Virág Major-Kremer (Berlin) is a curator and art manager, with an academic background in international relations, art management and curating.She is currently working as Producer and Researcher in Science, Media and Digital Practices  at HKW Berlin. She has worked internationally in the field of visual arts, from contemporary galleries in Budapest, through project management for the Contemporary Architecture Center in Budapest and curatorial assistance at dOCUMENTA(13), to the Cultural Manager position at the Vasarely Museum Budapest.  In her curatorial practice she often focuses on education, developing empowering and informal formats for learning combining practical and discursive concerns.   She was artistic director of The School of Free Printing (2015-2020), an informal artistic-civic educational project in Hungary based on methods of reform pedagogist Célestin Freinet, and the two-year project DemoLab (2018-2020). Especially passionate about artistic engagement with gardens and landscapes and the non-human, she edited the publication Reap and Sow (2015) and is co-author of the traveling exhibition and book TRANSYLVANIA RETOUCHED (2020). More: https://virag.cargo.site/

Vincent Schier (Berlin) works as a curator. He was artistic director at the Kunstverein Göttingen and worked at  the Kunsthaus Dresden, the GfZK in Leipzig and the nGbK in Berlin. He has realized projects for the neuer berliner kunstverein, the Kunstraum Kreuzberg Bethanien, the Kunsthalle Osnabrück, Schwules Museum Berlin and the KW Institute for Contemporary Art, among others, and has taught at the Hochschule für Grafik und Buchkunst in Leipzig and the Burg Giebichenstein Kunsthochschule in Halle. In his exhibition practice, his main focus is on social and ecological issues and process-based and collaborative working methods. He is interested in rethinking institutional structures and questions of sustainability, also in the field of art.

Production Team

Our producers in Hungary and Germany:

DINA DARABOS (Budapest) works as a project manager, financial manager, and event organiser. She collaborates with organisations and projects in the fields of cultural, civic, and social issues and has been freelancing since 2019.

She began her career in contemporary art at MODEM in Debrecen, where she served as an exhibition and programme coordinator for seven years. She then worked as an exhibition manager at the Museum of Ethnography in Budapest. Currently, she is the financial manager of the PAD Foundation, production manager of OFF-Biennale Budapest, and venue manager of the Think for Tomorrow space (formerly Tent without Borders) at the Sziget Festival. She has been working with UNICEF Hungary for several years on the implementation of Hungarian child protection projects and was the event manager for the 2023 Conference on the Rights of the Child.

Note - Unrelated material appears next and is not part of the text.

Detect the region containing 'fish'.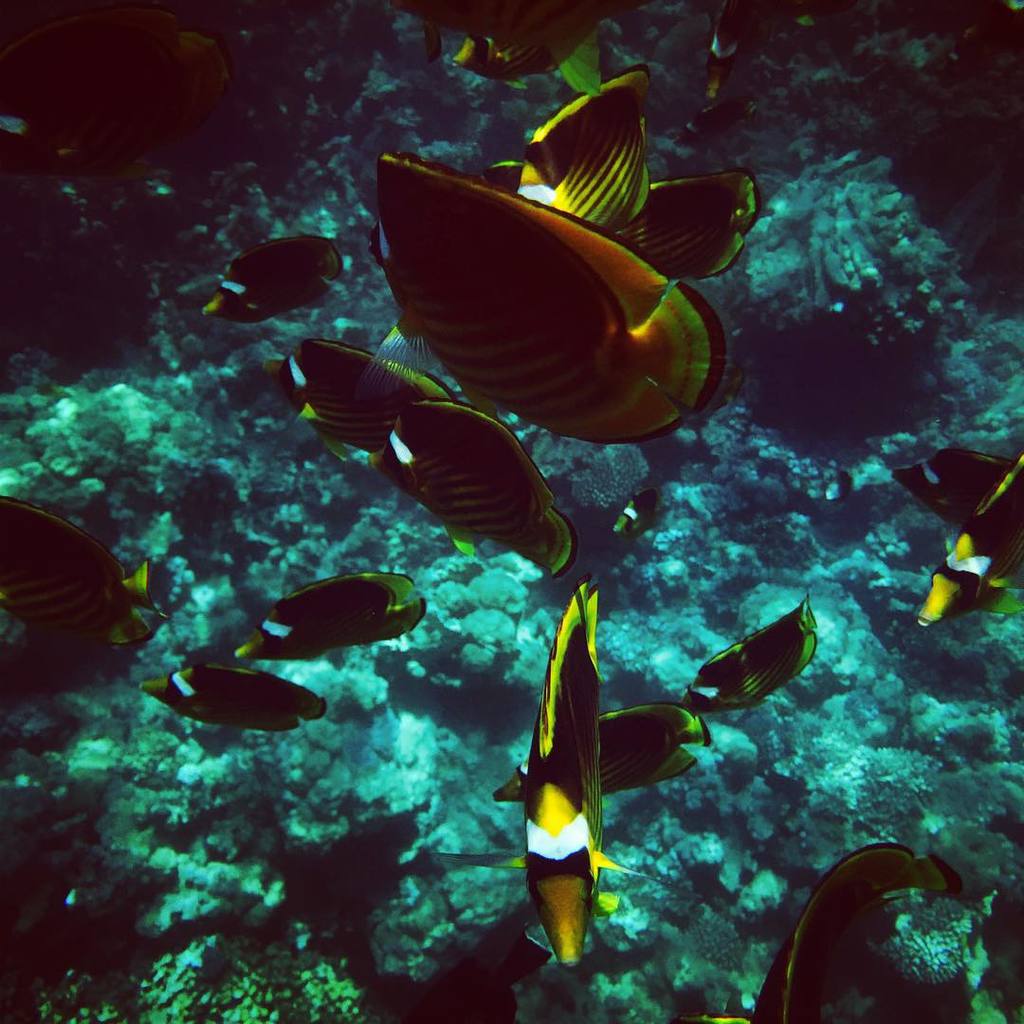
x1=0 y1=497 x2=169 y2=656.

She has also contributed to the Memory of Rape in Wartimes: Women as Victims of Sexual Violence (Budapest Capital - Budapest History Museum), the exhibition On Violence (Budapest Gallery), and the Sidewalk Biennale (Budapest Gallery). Additionally, she is an enthusiastic volunteer for the School of Public Life.

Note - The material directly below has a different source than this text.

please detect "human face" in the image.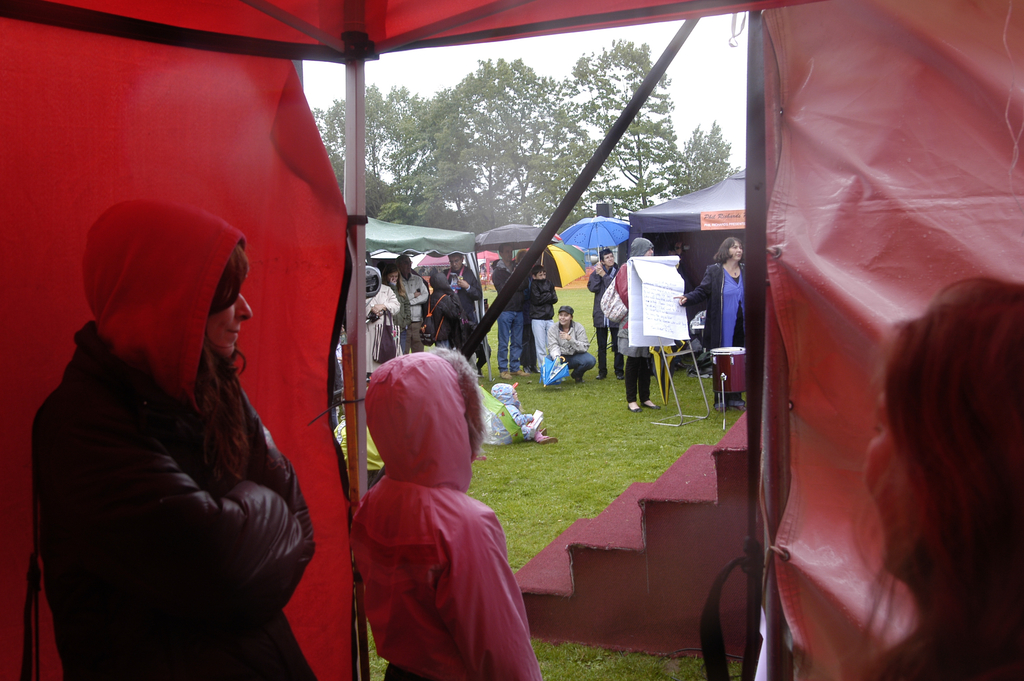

KAROLINE KERKAI (Berlin), born in Dunaújváros, Hungary, studied Cultural Studies and Sociology with a focus on Eastern Europe at Freie Universität Berlin. She lives in Berlin and Budapest, where she has been active since 2012 as a coordinator for international cultural projects and as a translator. She has worked for various cultural institutions as an event organizer and consultant, including the Goethe-Institut Budapest and Collegium Hungaricum Berlin. In these roles, she contributed to numerous German-Hungarian projects, interdisciplinary program formats, and independent scene festivals, such as translationale berlin, rules festival, windwall, and electrical jungle.